Generate template content, given keys and values in \%template_variables and a template identifier in \%template_source.

Parameters:

  • template_params (\%)

    Configuration options for the template. Note that you can set defaults for these at configuration time as well.

  • template_variables (\%)

    The key/value pairs that will get plugged into the template. These can be arbitrarily complex, since the Template Toolkit can do anything :-)

  • template_source

    Tell the method how to find the source for the template you want to process. There are a number of ways to do this:

    Method 1: Use a combined name (preferred method)

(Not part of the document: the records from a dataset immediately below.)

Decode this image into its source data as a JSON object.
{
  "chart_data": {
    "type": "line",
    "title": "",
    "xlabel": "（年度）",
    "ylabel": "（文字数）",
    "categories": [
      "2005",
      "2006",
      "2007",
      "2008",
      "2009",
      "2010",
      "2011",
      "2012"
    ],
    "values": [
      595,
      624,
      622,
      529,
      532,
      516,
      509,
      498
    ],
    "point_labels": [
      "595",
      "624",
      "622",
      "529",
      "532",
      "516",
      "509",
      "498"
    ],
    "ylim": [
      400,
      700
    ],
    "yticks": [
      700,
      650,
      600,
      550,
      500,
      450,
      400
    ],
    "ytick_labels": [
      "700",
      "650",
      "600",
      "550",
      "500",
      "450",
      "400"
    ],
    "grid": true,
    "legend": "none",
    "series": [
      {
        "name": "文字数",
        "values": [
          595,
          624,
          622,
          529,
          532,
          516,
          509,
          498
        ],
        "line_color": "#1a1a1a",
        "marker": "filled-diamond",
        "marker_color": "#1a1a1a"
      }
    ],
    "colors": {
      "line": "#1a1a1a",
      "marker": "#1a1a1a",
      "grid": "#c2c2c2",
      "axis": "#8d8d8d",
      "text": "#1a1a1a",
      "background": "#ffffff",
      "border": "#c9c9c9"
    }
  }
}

    name    => 'package_name::template_name'

    Method 2: Specify the text yourself

    text    => $scalar_with_text
    or
    text    => \$scalar_ref_with_text

    Method 3: Specify an object of type OpenInteract2::SiteTemplate

    object => $site_template_obj

Custom Processing

You have the opportunity to step in during the executing of process() with every request and set template variables. To do so, you need to define a handler and tell OI where it is.

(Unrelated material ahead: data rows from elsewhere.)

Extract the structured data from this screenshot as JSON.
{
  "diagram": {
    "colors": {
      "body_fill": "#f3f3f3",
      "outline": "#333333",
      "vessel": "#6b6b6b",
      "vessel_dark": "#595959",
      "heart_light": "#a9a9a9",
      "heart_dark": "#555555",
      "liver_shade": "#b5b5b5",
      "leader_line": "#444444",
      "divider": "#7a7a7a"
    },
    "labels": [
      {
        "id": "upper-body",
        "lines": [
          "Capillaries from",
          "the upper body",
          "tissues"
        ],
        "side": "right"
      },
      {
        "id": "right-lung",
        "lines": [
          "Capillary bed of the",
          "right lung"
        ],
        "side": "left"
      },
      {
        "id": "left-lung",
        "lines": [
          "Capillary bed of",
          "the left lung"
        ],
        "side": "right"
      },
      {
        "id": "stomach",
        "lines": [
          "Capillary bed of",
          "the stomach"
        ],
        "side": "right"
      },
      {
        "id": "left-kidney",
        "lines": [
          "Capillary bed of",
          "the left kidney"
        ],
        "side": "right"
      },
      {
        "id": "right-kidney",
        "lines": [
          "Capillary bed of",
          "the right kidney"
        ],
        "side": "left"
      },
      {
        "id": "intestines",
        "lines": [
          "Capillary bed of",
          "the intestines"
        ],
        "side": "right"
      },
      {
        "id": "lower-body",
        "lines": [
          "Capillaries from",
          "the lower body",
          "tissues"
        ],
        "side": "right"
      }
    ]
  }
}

To define the handler, just define a normal Perl class method that gets two arguments: the name of the current template (in 'package::name' format) and the template variable hashref:

sub my_variable {
    my ( $class, $template_name, $template_vars ) = @_;
    ...
}

To tell OI where your handler is, in your server configuration file specify:

[template_info]
custom_variable_class  = MyCustom::Template
custom_variable_method = variable

Either the 'custom_variable_method' or the default method name ('handler') will be called.

You can set (or, conceivably, remove) information bound for every template. Variables set via this method are available to the template just as if they had been passed in via the process() call.

Example where we make a custom plugin (see initialize() above) available to every template:

 # In server.ini:

 [template_info]
 custom_variable_class  = MyCustom::Template
 custom_variable_method = variable

 # In MyCustom/Template.pm:

 package MyCustom::Template;

 use strict;

 sub variable {
     my ( $class, $template_name, $template_vars ) = @_;
     $template_vars->{MyPlugin} = CTX->template               # gets the default template object...
                                     ->context                # ...gets the TT2 context
                                     ->plugin( 'MyPlugin' );  # ...sets our plugin
 }

 1;

Using this process, our templates will not need to execute a:

[% USE MyPlugin %]

before using the methods in the plugin.

BUGS

None known.

TO DO

Nothing known.

SEE ALSO

Template

OpenInteract2::ContentGenerator::TT2Context

OpenInteract2::ContentGenerator::TT2Plugin

OpenInteract2::ContentGenerator::TT2Provider

COPYRIGHT

Copyright (c) 2001-2003 Chris Winters. All rights reserved.

This library is free software; you can redistribute it and/or modify it under the same terms as Perl itself.